Last month the Defense Department released its fiscal year 2025 budget request, about $849.8 billion in all, and now Congress has invited DOD leaders of all stripes to Capitol Hill to discuss what's in the budget and what the department's thoughts were when creating that budget.
Secretary of Defense Lloyd J. Austin III, as the top Defense Department leader, told lawmakers today at the House Armed Services Committee that the DOD budget request centers, broadly, on defending the nation, taking care of service members and their families, and strengthening relationships with like-minded U.S. partners and allies.
"Our budget request for fiscal year 2025 will advance all three of these priorities," Austin said during his testimony.
Defending the nation is of course the No. 1 priority for the Defense Department. And the DOD budget for FY 2025 — which runs Oct. 1, 2024 through Sept 30, 2025 — has a lot to make sure the DOD can carry out that No. 1 mission.
"The president's request will invest in cutting-edge capabilities across all domains," Austin said. "That includes $48.1 billion for naval and shipbuilding capabilities, $61.2 billion to reinforce U.S. air dominance, and $13 billion to bolster Army and Marine Corps combat capabilities."
The department's efforts in space, the secretary said, get about $33.7 billion, while cybersecurity tools get about $14.5 billion.
Also, a top priority is the modernization of America's nuclear triad, which involves ground-based missiles — commonly referred to as intercontinental ballistic missiles — submarine-launched ballistic missiles and air-launched cruise missiles, dropped from bomber aircraft.
This year's budget directs about $49.1 billion towards recapitalization of all three legs of the nuclear triad. That includes a focus on both the Columbia-class submarine and the B-21 bomber.
"This budget request will support our outstanding troops and their families," Austin said. "That includes raising base pay and housing allowances; investing in better housing; making childcare more affordable; and funding vital work to prevent sexual assault and suicide in the military."
For service members, this year's budget request includes a 4.5% pay raise, the third such raise over the past three years.
Austin has said America's long-term security and success requires teamwork, which includes working with Congress, other parts of the U.S. government, the defense industry and especially with American partners and allies.
"This [budget] request will help the Department further deepen our teamwork worldwide," he said. "Our network of allies and partners remains a strategic advantage that no competitor can match. And you can see its power in our strengthening ties across the Indo-Pacific, in today's expanded and united NATO, and in the 50-country Ukraine Defense Contact Group that I convene."
As the global security environment grows more complex, with Russia's invasion of Ukraine, the conflict between Israel and Hamas, the pacing challenge posed by China, and ongoing threats posed by Iran and North Korea, Chairman of the Joint Chiefs of Staff Gen. CQ Brown, Jr., said he's seen relationships between the U.S. and partners grow stronger.
"What I have seen in the seven months ... I've been in the job, I've engaged about 170 times with counterparts, my counterparts from around the world," he said. "And what I've found is as the world's gotten more complex, our work with our allies and partners has strengthened."
NATO, he said, has gotten stronger and larger. But partnerships are not Europe-centric, they are global.
"As I engage with the nations in Europe, they're focused on the Indo-Pacific, and Indo-Pacific nations are also focused on Europe because all these [threats] are a global threat to all of us," he said. "And you know that dialogue is definitely increased."
Brown said the partners he speaks with are interested in the health of the global defense industrial base, which is responsible for making the tools nations need to defend themselves.
"They are concerned about our collective defense industrial base and bringing capability," he said. "One thing I do find as I engage around the world is that U.S. capability, U.S. equipment, is highly desired. We've got to be able to provide that capability and equipment and those are the things that they are keenly interested in. They're also interested in our ability to work and be able to interoperate even when they have their own defense industrial base that they're also trying to increase as well."
One area the DOD is working on to help strengthen the defense industrial base is munitions production.
"In order to maintain our competitive edge, we're going to have to continue to invest in mutations," he said. " We've done that, with your help. As you know, for FY 24, we asked you for a number of multi-year procurement authorities and you supported us with that request. And over the last three years or so we've invested north of $75 billion in munitions."
Last week, the president signed into law a $95 billion security supplemental bill, which among other things, provides security assistance to Israel, Ukraine and Taiwan. But the money that bill provides will also help strengthen the ability of America's industrial base to produce munitions, said Austin.
"In the supplemental that you just approved for us, there are resources in that supplemental that ... we apply to the industrial base and help them expand to increase our capacity to meet the current demand and the demand in the future," Austin said. "I want to thank all the members for that."
In January, DOD released its first "Defense Industrial Strategy." The FY 2025 budget request leans on that strategy to shore up critical domestic and allied supply chains for sectors such as microelectronics, casting and forging, and batteries and energy storage. The budget request also includes investments to in the U.S. submarine industrial base.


§ Work to be completed: Can you retype every record below exactly as written?

[[ Data for this task, beginning ]]

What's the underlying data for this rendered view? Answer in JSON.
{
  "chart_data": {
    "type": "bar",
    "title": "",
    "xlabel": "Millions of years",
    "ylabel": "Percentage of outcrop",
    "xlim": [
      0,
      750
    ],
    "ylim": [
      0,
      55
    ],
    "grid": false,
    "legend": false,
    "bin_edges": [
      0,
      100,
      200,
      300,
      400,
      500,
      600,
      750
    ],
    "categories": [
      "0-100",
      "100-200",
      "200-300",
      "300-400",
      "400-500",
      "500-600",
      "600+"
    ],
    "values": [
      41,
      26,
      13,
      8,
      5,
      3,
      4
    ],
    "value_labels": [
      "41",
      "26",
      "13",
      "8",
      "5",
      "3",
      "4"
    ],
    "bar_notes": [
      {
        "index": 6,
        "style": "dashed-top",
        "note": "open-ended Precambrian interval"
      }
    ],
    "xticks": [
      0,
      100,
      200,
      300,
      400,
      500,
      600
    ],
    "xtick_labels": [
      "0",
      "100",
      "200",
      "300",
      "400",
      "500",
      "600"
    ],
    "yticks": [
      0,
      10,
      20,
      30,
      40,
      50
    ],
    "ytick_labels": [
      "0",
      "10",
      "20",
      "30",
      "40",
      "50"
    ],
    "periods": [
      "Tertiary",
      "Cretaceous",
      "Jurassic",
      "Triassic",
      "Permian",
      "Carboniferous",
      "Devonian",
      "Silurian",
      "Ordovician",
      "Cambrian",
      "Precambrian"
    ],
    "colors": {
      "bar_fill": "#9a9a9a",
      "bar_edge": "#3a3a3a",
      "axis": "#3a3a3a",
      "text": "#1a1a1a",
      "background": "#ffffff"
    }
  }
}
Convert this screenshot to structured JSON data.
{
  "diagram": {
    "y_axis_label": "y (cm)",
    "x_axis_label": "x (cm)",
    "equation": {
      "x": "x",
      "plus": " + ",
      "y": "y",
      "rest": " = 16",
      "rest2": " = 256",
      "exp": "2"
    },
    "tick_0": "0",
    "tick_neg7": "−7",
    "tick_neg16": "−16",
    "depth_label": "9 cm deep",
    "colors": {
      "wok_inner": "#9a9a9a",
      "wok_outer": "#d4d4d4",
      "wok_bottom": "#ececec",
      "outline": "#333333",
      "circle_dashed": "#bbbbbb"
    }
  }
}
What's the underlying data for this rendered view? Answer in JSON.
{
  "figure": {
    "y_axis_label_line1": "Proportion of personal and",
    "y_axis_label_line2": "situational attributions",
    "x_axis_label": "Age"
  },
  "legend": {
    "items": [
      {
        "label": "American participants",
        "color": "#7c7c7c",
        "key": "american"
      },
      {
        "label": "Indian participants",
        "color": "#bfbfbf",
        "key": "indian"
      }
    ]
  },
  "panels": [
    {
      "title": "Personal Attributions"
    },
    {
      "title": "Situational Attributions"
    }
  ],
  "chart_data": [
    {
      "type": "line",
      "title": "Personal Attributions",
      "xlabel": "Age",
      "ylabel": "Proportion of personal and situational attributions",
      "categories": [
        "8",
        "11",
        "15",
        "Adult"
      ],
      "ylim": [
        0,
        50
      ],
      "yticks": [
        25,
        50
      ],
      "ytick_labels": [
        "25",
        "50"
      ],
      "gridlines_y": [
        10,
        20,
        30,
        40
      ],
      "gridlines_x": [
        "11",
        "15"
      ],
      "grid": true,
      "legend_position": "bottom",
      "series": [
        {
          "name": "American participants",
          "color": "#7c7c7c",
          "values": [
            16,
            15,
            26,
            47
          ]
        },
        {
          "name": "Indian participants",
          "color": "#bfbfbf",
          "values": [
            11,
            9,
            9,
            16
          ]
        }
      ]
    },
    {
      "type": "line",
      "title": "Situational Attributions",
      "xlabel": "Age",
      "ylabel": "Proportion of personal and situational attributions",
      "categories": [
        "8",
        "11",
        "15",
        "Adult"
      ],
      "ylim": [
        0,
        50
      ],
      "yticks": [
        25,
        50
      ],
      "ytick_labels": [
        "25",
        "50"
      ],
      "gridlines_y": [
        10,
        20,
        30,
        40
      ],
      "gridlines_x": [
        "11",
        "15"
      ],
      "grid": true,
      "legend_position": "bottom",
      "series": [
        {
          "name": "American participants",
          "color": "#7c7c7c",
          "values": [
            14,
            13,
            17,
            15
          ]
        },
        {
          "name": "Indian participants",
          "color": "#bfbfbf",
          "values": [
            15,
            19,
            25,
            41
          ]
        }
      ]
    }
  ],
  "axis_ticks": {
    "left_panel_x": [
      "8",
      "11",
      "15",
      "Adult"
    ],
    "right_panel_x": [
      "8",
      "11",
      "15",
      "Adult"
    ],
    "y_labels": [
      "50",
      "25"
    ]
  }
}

[[ Data for this task, end ]]

§ Your solution:
What's the underlying data for this rendered view? Answer in JSON.
{
  "chart_data": {
    "type": "bar",
    "title": "",
    "xlabel": "Millions of years",
    "ylabel": "Percentage of outcrop",
    "xlim": [
      0,
      750
    ],
    "ylim": [
      0,
      55
    ],
    "grid": false,
    "legend": false,
    "bin_edges": [
      0,
      100,
      200,
      300,
      400,
      500,
      600,
      750
    ],
    "categories": [
      "0-100",
      "100-200",
      "200-300",
      "300-400",
      "400-500",
      "500-600",
      "600+"
    ],
    "values": [
      41,
      26,
      13,
      8,
      5,
      3,
      4
    ],
    "value_labels": [
      "41",
      "26",
      "13",
      "8",
      "5",
      "3",
      "4"
    ],
    "bar_notes": [
      {
        "index": 6,
        "style": "dashed-top",
        "note": "open-ended Precambrian interval"
      }
    ],
    "xticks": [
      0,
      100,
      200,
      300,
      400,
      500,
      600
    ],
    "xtick_labels": [
      "0",
      "100",
      "200",
      "300",
      "400",
      "500",
      "600"
    ],
    "yticks": [
      0,
      10,
      20,
      30,
      40,
      50
    ],
    "ytick_labels": [
      "0",
      "10",
      "20",
      "30",
      "40",
      "50"
    ],
    "periods": [
      "Tertiary",
      "Cretaceous",
      "Jurassic",
      "Triassic",
      "Permian",
      "Carboniferous",
      "Devonian",
      "Silurian",
      "Ordovician",
      "Cambrian",
      "Precambrian"
    ],
    "colors": {
      "bar_fill": "#9a9a9a",
      "bar_edge": "#3a3a3a",
      "axis": "#3a3a3a",
      "text": "#1a1a1a",
      "background": "#ffffff"
    }
  }
}
Convert this screenshot to structured JSON data.
{
  "diagram": {
    "y_axis_label": "y (cm)",
    "x_axis_label": "x (cm)",
    "equation": {
      "x": "x",
      "plus": " + ",
      "y": "y",
      "rest": " = 16",
      "rest2": " = 256",
      "exp": "2"
    },
    "tick_0": "0",
    "tick_neg7": "−7",
    "tick_neg16": "−16",
    "depth_label": "9 cm deep",
    "colors": {
      "wok_inner": "#9a9a9a",
      "wok_outer": "#d4d4d4",
      "wok_bottom": "#ececec",
      "outline": "#333333",
      "circle_dashed": "#bbbbbb"
    }
  }
}
What's the underlying data for this rendered view? Answer in JSON.
{
  "figure": {
    "y_axis_label_line1": "Proportion of personal and",
    "y_axis_label_line2": "situational attributions",
    "x_axis_label": "Age"
  },
  "legend": {
    "items": [
      {
        "label": "American participants",
        "color": "#7c7c7c",
        "key": "american"
      },
      {
        "label": "Indian participants",
        "color": "#bfbfbf",
        "key": "indian"
      }
    ]
  },
  "panels": [
    {
      "title": "Personal Attributions"
    },
    {
      "title": "Situational Attributions"
    }
  ],
  "chart_data": [
    {
      "type": "line",
      "title": "Personal Attributions",
      "xlabel": "Age",
      "ylabel": "Proportion of personal and situational attributions",
      "categories": [
        "8",
        "11",
        "15",
        "Adult"
      ],
      "ylim": [
        0,
        50
      ],
      "yticks": [
        25,
        50
      ],
      "ytick_labels": [
        "25",
        "50"
      ],
      "gridlines_y": [
        10,
        20,
        30,
        40
      ],
      "gridlines_x": [
        "11",
        "15"
      ],
      "grid": true,
      "legend_position": "bottom",
      "series": [
        {
          "name": "American participants",
          "color": "#7c7c7c",
          "values": [
            16,
            15,
            26,
            47
          ]
        },
        {
          "name": "Indian participants",
          "color": "#bfbfbf",
          "values": [
            11,
            9,
            9,
            16
          ]
        }
      ]
    },
    {
      "type": "line",
      "title": "Situational Attributions",
      "xlabel": "Age",
      "ylabel": "Proportion of personal and situational attributions",
      "categories": [
        "8",
        "11",
        "15",
        "Adult"
      ],
      "ylim": [
        0,
        50
      ],
      "yticks": [
        25,
        50
      ],
      "ytick_labels": [
        "25",
        "50"
      ],
      "gridlines_y": [
        10,
        20,
        30,
        40
      ],
      "gridlines_x": [
        "11",
        "15"
      ],
      "grid": true,
      "legend_position": "bottom",
      "series": [
        {
          "name": "American participants",
          "color": "#7c7c7c",
          "values": [
            14,
            13,
            17,
            15
          ]
        },
        {
          "name": "Indian participants",
          "color": "#bfbfbf",
          "values": [
            15,
            19,
            25,
            41
          ]
        }
      ]
    }
  ],
  "axis_ticks": {
    "left_panel_x": [
      "8",
      "11",
      "15",
      "Adult"
    ],
    "right_panel_x": [
      "8",
      "11",
      "15",
      "Adult"
    ],
    "y_labels": [
      "50",
      "25"
    ]
  }
}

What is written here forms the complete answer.